• Aim of the exercise
Retype the records below from their first line through the line containing "This screenshot has width=535, height=301.", and include nothing else.
== Segment start ==
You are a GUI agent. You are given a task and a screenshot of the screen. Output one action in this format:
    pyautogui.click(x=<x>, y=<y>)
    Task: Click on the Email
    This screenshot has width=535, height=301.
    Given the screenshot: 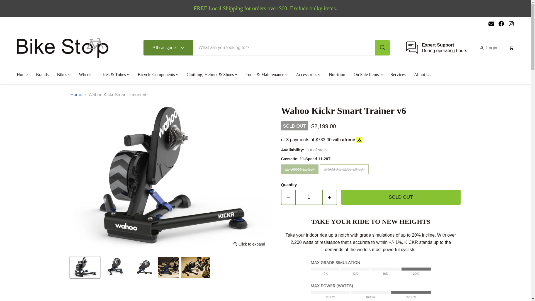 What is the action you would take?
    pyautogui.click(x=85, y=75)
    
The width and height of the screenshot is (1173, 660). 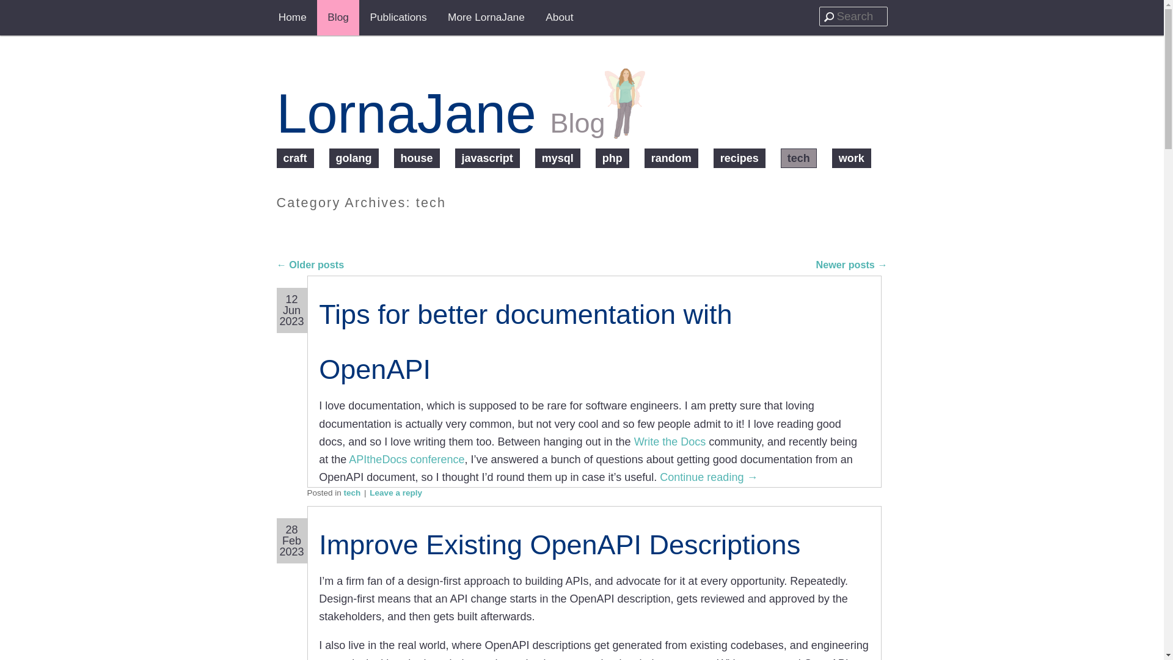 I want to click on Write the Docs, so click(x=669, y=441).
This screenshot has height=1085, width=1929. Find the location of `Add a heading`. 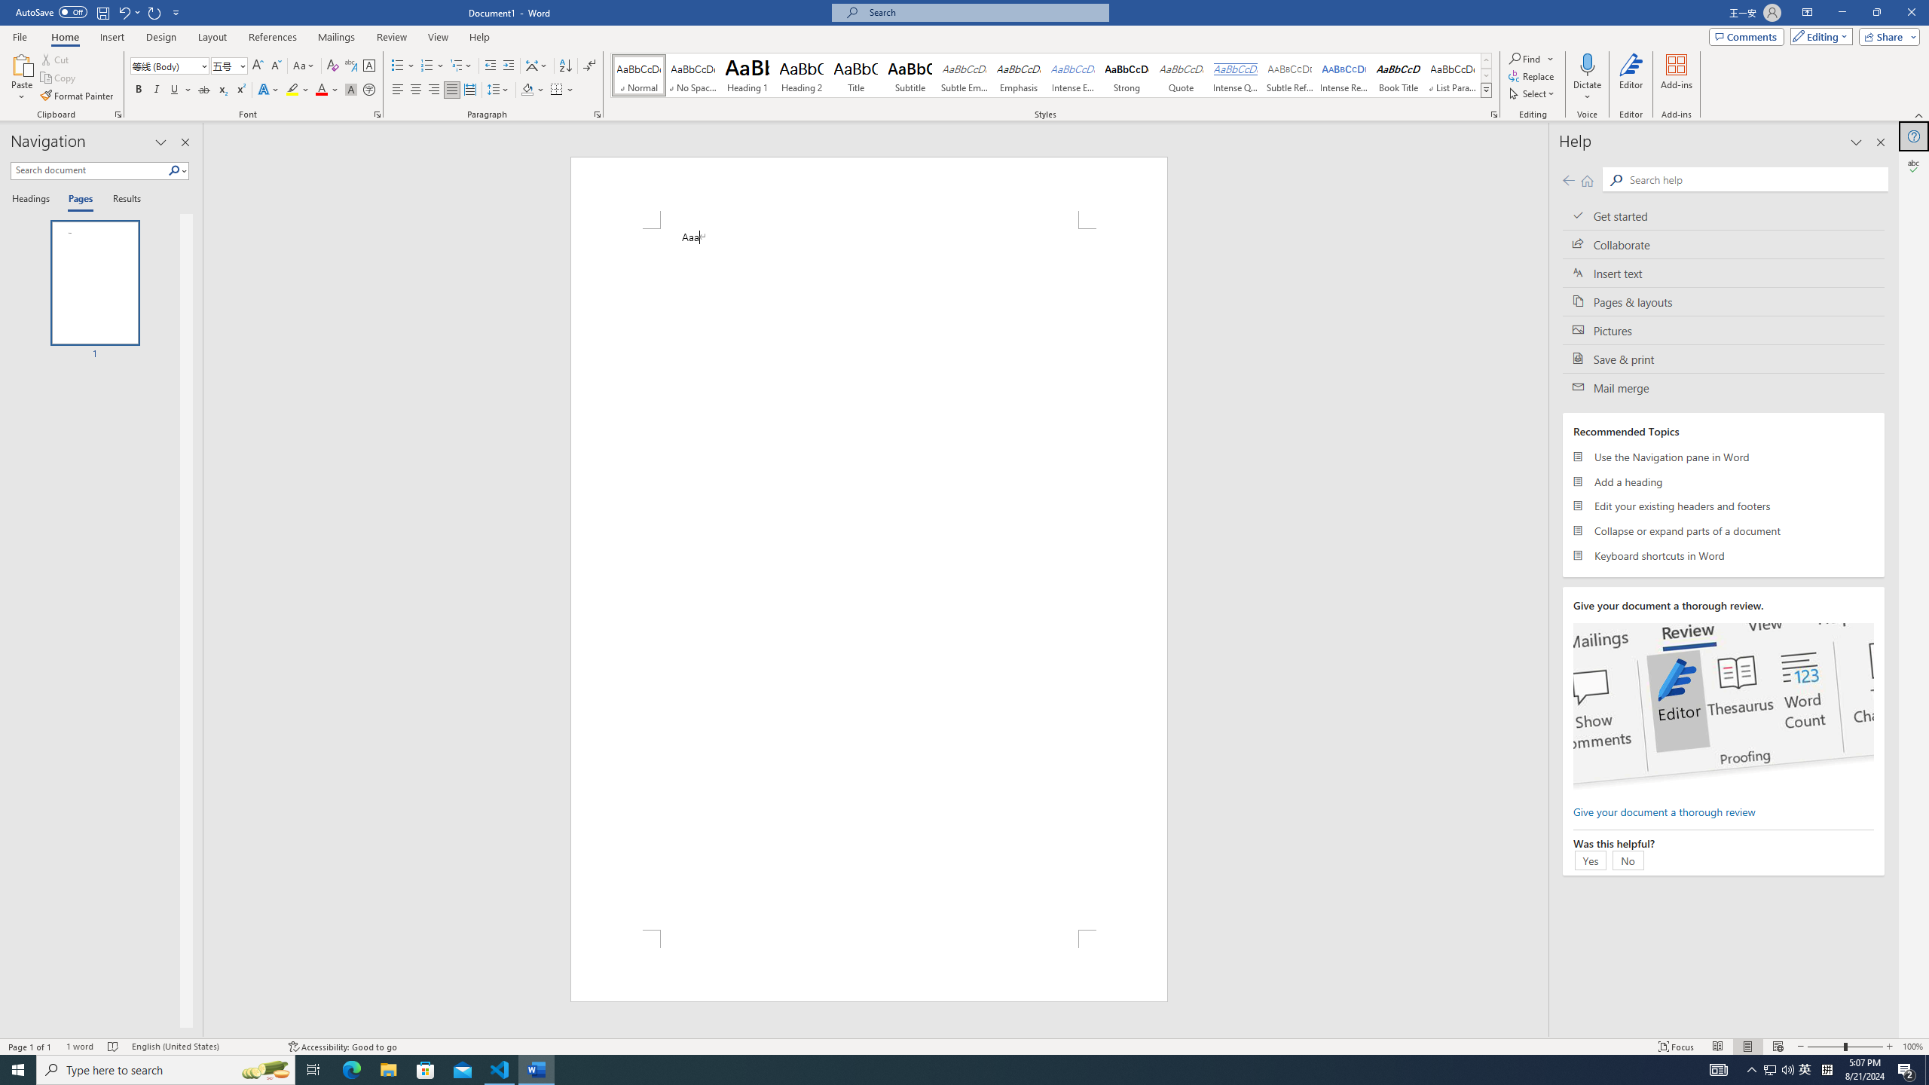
== Segment end ==
• Answer section
You are a GUI agent. You are given a task and a screenshot of the screen. Output one action in this format:
    pyautogui.click(x=<x>, y=<y>)
    Task: Click on the Email
    This screenshot has width=535, height=301.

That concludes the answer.